Cruel Intentions - Plot

Plot

The wealthy and popular Kathryn Merteuil (Gellar) takes the sheltered and naïve Cecile Caldwell (Blair) under her wing, promising to turn Cecile into a model student. Kathryn's real intention, however, is to use Cecile to indirectly take revenge on Court Reynolds, her ex-lover, who had dumped her for Cecile. Kathryn asks her step-brother, Sebastian Valmont (Phillippe) to seduce Cecile; he refuses as he is planning to seduce virgin Annette Hargrove (Witherspoon) - a 'paradigm of chastity and virtue' and spoil her social reputation. Doubting Sebastian's chance of success, they make a wager: If Kathryn wins, she gets Sebastian's vintage 1956 Jaguar XK140 roadster; if Sebastian wins, Kathryn will allow him to "put it anywhere" (an oblique reference to anal sex). Sebastian agrees.

Ronald Clifford, Cecile's music teacher, is also in love with Cecile. Annette is temporarily staying with Helen Rosemond, Sebastian's Aunt. Cecile's mother, Mrs. Caldwell, who met Annette at her school, has already warned Annette of Sebastian's reputation for womanizing. Sebastian's seduction of Annette fails. Wanting revenge on the Caldwells, Sebastian tells Kathryn he will now seduce Cecile. Kathryn tells Cecile's mother about Ronald and Cecile's romance and Mrs. Caldwell intervenes in her daughter's relationship. Sebastian, in turn, calls Cecile to his house, ostensibly to give her a letter from Ronald. Sebastian blackmails Cecile and performs oral sex on her. The next day, Cecile confides in Kathryn, who advises her to learn the art of sex from Sebastian so that she can make Ronald happy in bed.

Sebastian falls in love with Annette, who returns his feelings but resists him. Sebastian calls her a hypocrite because she claims to be waiting for her one true love, but when her one true love chooses to love her back, she resists. She relents, but Sebastian, in turn, refuses her. Annette flees to her friend's parents' estate. Sebastian tracks her down and professes his love, and they make love. As he has won the bet, Kathryn offers herself to Sebastian the next day, but he refuses; he now wants Annette only. Kathryn taunts him and threatens to ruin Annette's reputation, so Sebastian pretends indifference to Annette and coldly breaks up with her.

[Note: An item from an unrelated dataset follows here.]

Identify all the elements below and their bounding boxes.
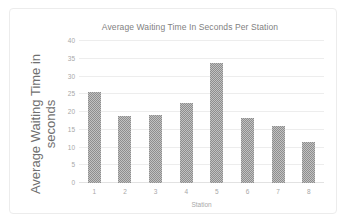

After Sebastian tells Kathryn that he has broken up with Annette and arranged for Cecile and Ronald to be together, Kathryn reveals that she has known all along that he was truly in love with Annette and manipulated him into giving her up. She then rejects him. Sebastian leaves, and Kathryn calls Ronald to inform him that Sebastian had sex with Cecile. Sebastian finds and sends Annette his journal, in which he has detailed all of Kathryn's maneuvers and written his true feelings for Annette. When Sebastian starts heading home, Ronald confronts him in the middle of the street and a fight ensues. Annette runs out and tries to stop it. She is thrown into the way of an oncoming cab. Sebastian pushes her to safety and is hit by the speeding cab himself. Before he dies, Sebastian and Annette profess their love for each other.

At Sebastian's funeral, Cecile distributes copies of Sebastian's journal, made into a book by Annette, titled "Cruel Intentions". Kathryn is humiliated and rejected by her former friends, and she is defamed for the cocaine hidden in her cross necklace. Annette drives away in Sebastian's Jaguar with his journal at her side as fond memories of Sebastian play through her head.

Read more about this topic:  Cruel Intentions

Famous quotes containing the word plot:

    If you need a certain vitality you can only supply it yourself, or there comes a point, anyway, when no one’s actions but your own seem dramatically convincing and justifiable in the plot that the number of your days concocts.
    John Ashbery (b. 1927)

    Trade and the streets ensnare us,
    Our bodies are weak and worn;
    We plot and corrupt each other,
    And we despoil the unborn.
    Ralph Waldo Emerson (1803–1882)

    James’s great gift, of course, was his ability to tell a plot in shimmering detail with such delicacy of treatment and such fine aloofness—that is, reluctance to engage in any direct grappling with what, in the play or story, had actually “taken place”Mthat his listeners often did not, in the end, know what had, to put it in another way, “gone on.”